Indice |
Tastiera Mouse Touchpad |
Periferiche di Input
Deskbar: | ||
Percorso: | /boot/system/preferences/Input | |
Impostazioni: | ~/config/settings/Keyboard_settings ~/config/settings/Mouse_settings ~/config/settings/Touchpad_settings |
Il pannello di preferenze Periferiche di Input combina quelli che una volta erano i pannelli per tastiere, mouse e touchpad, più quelli di qualsiasi altra periferica di ingresso riconosciuta dal sistema. I dispositivi sono elencati sulla sinistra, mentre il pannello sulla destra cambia in base al tipo di dispositivo selezionato e alle funzioni da esso supportate.
Tastiera
Imposta qui la velocità di ripetizione e il tempo che è necessario prima che la pressione continuata di un tasto ingeneri una ripetizione.

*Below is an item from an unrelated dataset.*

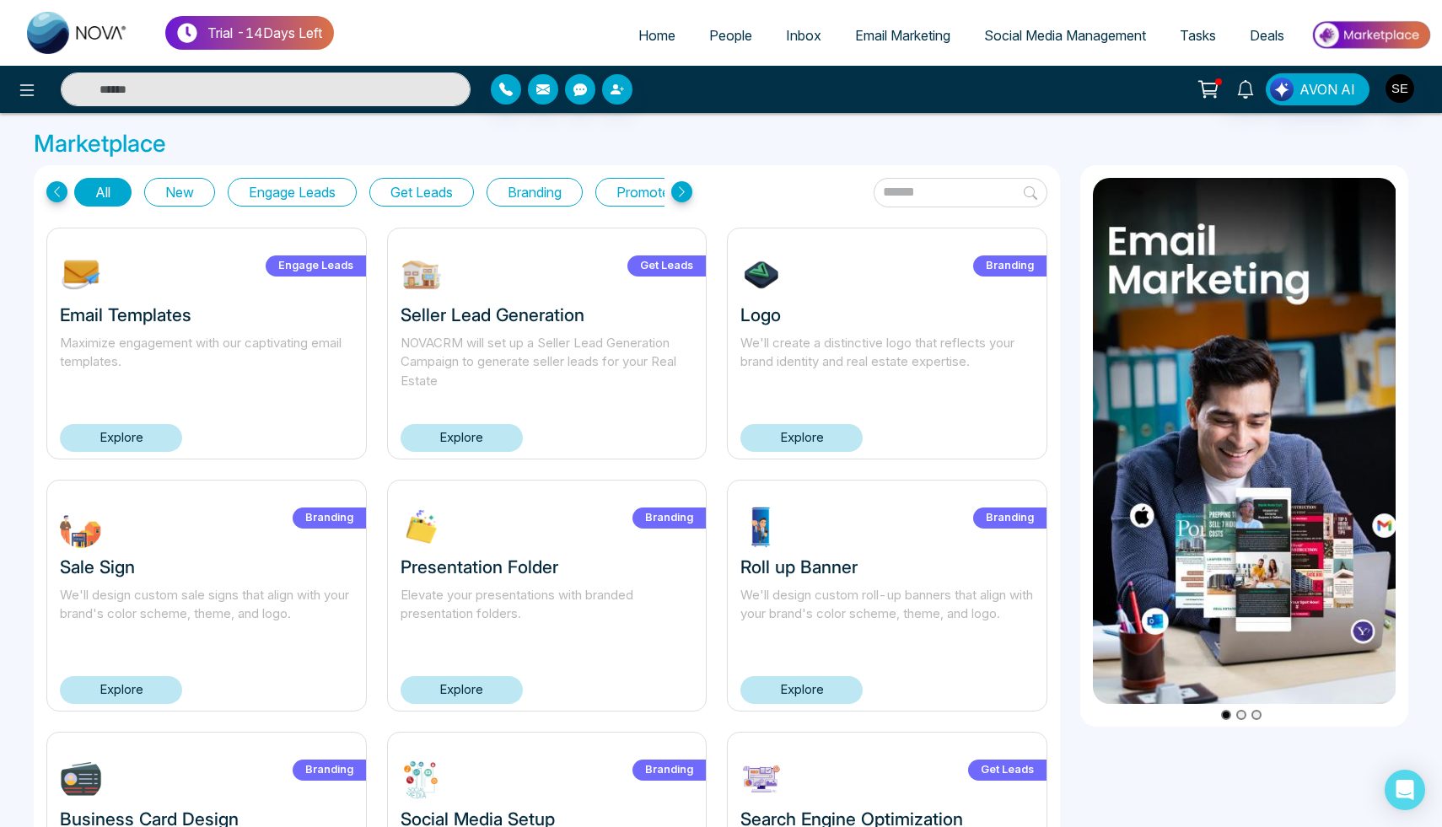 The height and width of the screenshot is (827, 1442). I want to click on div: Open Intercom Messenger, so click(1404, 790).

ripristina tutto ai valori predefiniti | ||
riporta le impostazioni ai valori che avevano al momento in cui hai lanciato il pannello. |
Mouse
First you set your type of mouse: 1, 2 or 3 button mouse. You can simulate the 2nd (=right) mouse button by holding down CTRL while left-clicking. For the 3rd (=middle) mouse button, it's CTRL ALT and a left-click.

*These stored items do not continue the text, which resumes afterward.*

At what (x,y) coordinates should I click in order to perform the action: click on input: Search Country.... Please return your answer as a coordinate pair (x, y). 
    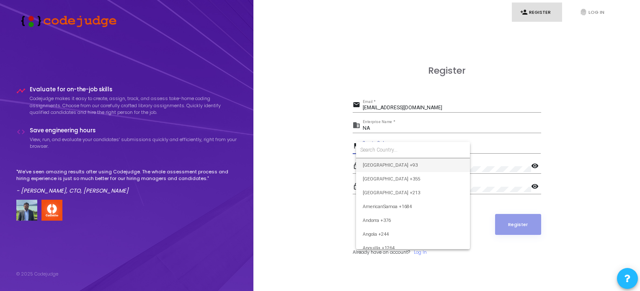
    Looking at the image, I should click on (413, 150).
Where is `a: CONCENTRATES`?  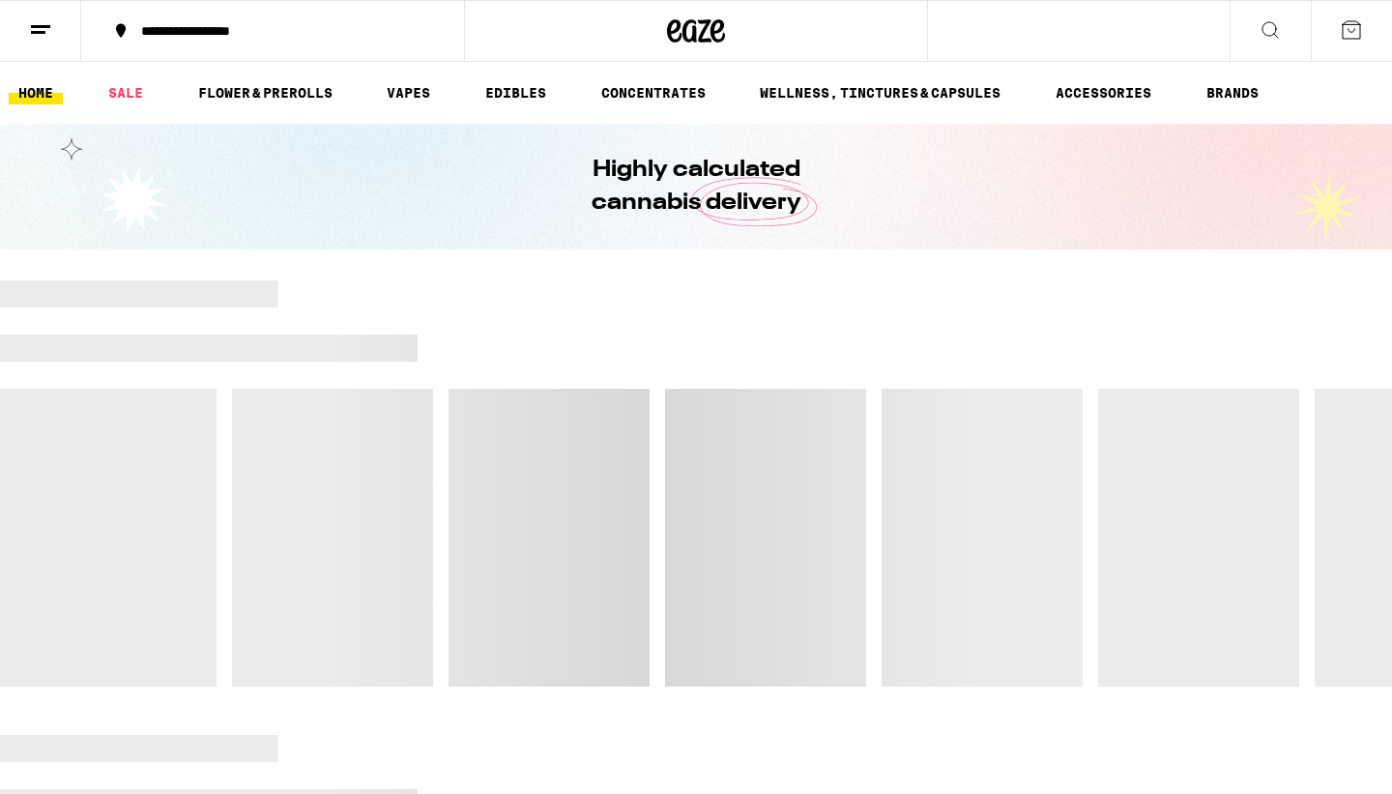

You can rearrange the mouse buttons by clicking on them and choosing their new meaning from the pop-up menu.
With the sliders to the right, you adjust double-click speed, mouse speed and acceleration. The test area below the mouse graphics can be used to check if the double-click speed meets your taste: if double-clicking a word doesn't select it, it's set too fast (or you'll have to get used to clicking quicker…).
There are three
that determine how windows react to clicks:This is the default setting: you click a window and it gets focus and is raised to the top. | ||
Clicking a window only gives it the focus, but won't raise it automatically. To do that, you'd have to either click on its title tab or border or click anywhere while holding the window management keys CTRL ALT. | ||
The window under the mouse pointer automatically gets the focus. Actually raising it, is done as described in the |
Activating
relieves you of having to first put the focus on an inactive window in order to trigger widgets like a button or menu. This bears the risk of unintentionally closing a window, for example, by accidentally hitting the close button when aiming for the window tab. On the other hand it speeds up your workflow considerably.Tutte le impostazioni sono appplicate immediatamente.

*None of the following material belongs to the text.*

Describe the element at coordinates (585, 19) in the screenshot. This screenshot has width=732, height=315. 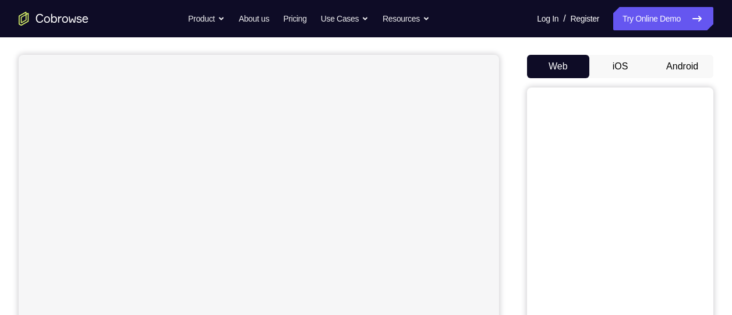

ripristina tutto ai valori predefiniti | ||
ripristina le impostazioni ai valori che avevano al momeno in cui hai avviato il pannello Mouse. |
Touchpad
By dragging the red vertical or horizontal lines on the touchpad representation, you set the scroll area (slightly reddish against the gray general touch area). Moving your finger on that part of the pad will move the scrollbars of a window accordingly.
To the right are sliders to set the general scroll acceleration and the vertical and horizontal scrolling speed.
The acceleration setting decides how much quicker a list scrolls by if you swish over the scroll area very fast. The scrolling speeds control the general speed when using the scroll area in a "normal" way.
Below the touchpad graphic are checkboxes to enable
If you feel comfortable using this feature, you can dispense with setting scroll areas and instead use the whole pad for normal navigation.
Then comes another slider to set the
. If your taps keep getting ignored, increase the sensitivity. If the system registers clicks all the time, while all you want is to move the mouse pointer, try decreasing it.Finally, you can set a
. If you accidentally tab your touchpad while typing and thereby move the text insert cursor, try to decrease the lock delay.ripristina tutto ai valori predefiniti | ||
riporta le impostazioni ai valori che avevano al momento in cui hai lanciato il pannello. |
Here is a tip that's not related to the Touchpad preferences, but fits the general topic:
Did you know that you can do a drag and drop just by using the touchpad, i.e. not using the buttons? Just do a double click without lifting the finger after the second click. The picked up icon will stick to the mouse pointer and you can drag it around by moving your finger. Lifting your finger will drop the icon.
If your finger reaches a border of the touchpad while dragging an icon, but the mouse pointer hasn't yet reached the screen edge, how can you keep on dragging your icon? As soon as you lift your finger, the icon would be dropped.
Depending on your hardware, there's a nifty feature: just leave your finger without lifting at the touchpad edge. The mouse pointer will keep on moving on auto-pilot.